I have been running a home server for a couple of years now. It is extremely useful for me. It is also one of my favorite personal hobbies. The glue of that home server is a Supermicro X10SLL-F motherboard . So far, that motherboard has performed wonderfully without missing a beat. Day-to-day, my only gripe with it is that the power draw is slightly higher than I would like, but I can live with a few extra watts. However that supermicro motherboard has a terrible “gotcha.” The IPMI out-of-band/remote management software has a nasty bug. I recently changed the admin password from the default “admin,” like any diligent sysadmin should (Yes I know that I should have changed it much sooner, but in my defense, the IPMI was only accessible on my local network).

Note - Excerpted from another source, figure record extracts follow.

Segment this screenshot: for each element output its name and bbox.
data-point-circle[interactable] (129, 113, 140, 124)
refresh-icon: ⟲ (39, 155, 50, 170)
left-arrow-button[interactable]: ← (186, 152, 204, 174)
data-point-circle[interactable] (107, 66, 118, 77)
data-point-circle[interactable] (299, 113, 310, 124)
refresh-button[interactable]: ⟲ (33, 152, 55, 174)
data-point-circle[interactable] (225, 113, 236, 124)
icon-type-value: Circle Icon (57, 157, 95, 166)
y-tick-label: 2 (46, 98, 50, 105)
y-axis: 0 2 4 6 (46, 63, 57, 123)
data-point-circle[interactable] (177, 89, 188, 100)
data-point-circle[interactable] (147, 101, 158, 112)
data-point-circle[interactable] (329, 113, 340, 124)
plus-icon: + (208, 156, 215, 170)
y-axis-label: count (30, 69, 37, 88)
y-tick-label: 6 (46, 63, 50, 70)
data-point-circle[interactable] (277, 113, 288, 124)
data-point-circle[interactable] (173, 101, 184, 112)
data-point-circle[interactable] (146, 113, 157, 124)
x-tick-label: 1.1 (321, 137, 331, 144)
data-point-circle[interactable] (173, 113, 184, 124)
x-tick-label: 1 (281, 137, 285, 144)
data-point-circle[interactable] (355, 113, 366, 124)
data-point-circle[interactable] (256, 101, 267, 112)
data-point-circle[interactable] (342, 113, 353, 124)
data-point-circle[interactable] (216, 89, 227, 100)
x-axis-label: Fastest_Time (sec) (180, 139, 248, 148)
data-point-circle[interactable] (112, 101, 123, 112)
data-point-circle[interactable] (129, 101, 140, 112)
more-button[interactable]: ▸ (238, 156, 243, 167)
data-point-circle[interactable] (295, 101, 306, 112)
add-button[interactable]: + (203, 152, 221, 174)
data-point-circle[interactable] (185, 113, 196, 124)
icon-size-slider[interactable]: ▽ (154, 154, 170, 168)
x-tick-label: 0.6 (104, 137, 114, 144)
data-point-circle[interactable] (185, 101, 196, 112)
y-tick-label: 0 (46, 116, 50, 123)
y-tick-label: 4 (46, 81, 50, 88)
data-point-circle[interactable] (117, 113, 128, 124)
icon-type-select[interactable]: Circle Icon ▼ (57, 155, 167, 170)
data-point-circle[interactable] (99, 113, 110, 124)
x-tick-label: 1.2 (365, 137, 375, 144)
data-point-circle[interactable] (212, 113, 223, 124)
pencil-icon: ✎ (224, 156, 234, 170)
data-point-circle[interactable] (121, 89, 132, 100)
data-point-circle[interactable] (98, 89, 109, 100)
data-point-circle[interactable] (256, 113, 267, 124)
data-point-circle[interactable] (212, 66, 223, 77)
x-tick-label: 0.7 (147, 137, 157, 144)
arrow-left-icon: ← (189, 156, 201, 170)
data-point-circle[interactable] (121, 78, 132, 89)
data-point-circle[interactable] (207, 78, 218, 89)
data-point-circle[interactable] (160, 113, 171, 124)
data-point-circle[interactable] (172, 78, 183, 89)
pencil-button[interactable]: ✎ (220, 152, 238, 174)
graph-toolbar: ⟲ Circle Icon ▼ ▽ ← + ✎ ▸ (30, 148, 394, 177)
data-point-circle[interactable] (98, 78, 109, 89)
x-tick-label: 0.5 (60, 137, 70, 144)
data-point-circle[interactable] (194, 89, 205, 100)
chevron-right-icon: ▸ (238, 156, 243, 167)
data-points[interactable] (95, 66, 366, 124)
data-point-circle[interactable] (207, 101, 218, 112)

As it turns out all IPMI passwords are limited to 19 characters and if one tries to use a password longer than 19 characters, the IPMI software will just…silently truncate the password to 19 characters. I thought I locked myself out of IPMI and had no choice to factory-reset the IPMI!!
I have no idea how I would have found this out without Reddit (incidentally while trying to find out how to factory-reset the IPMI). This is HORRIBLE behavior. I imagine this is changed in newer motherboards/IPMI firmwares, but this motherboard hasn’t received firmware updates in years. That is one pitfall of running old used enterprise server parts. But there really is no excuse for silently truncating a password I entered while creating the password…AND NOT TRUNCATING THE PASSWORD WHEN I ENTER IT TO LOG IN.
Anyone who uses an old Supermicro motherboard, e.x. X10 series, should make their IPMI passwords <= 18 characters. If you accidently made your IPMI password longer and are stuck, try logging in with the first 19 characters of your IPMI password.
To be fair, I don’t use this IPMI for much. I only use the IPMI from my local
network (with no VPN tunnel from the outside world) when I have messed up my
network firewall and need to drop some
iptables
rules manually as root.
Once my network firewall was stable enough, I stopped using the IPMI.
ssh
serves all of my needs that
IPMI would typically address during “normal” server operation.
Overall, one strike in two years of usage is not bad at all. This supermicro X10-series motherboard is on pace to get its third strike around the time when I might want to fully upgrade the system, including the motherboard.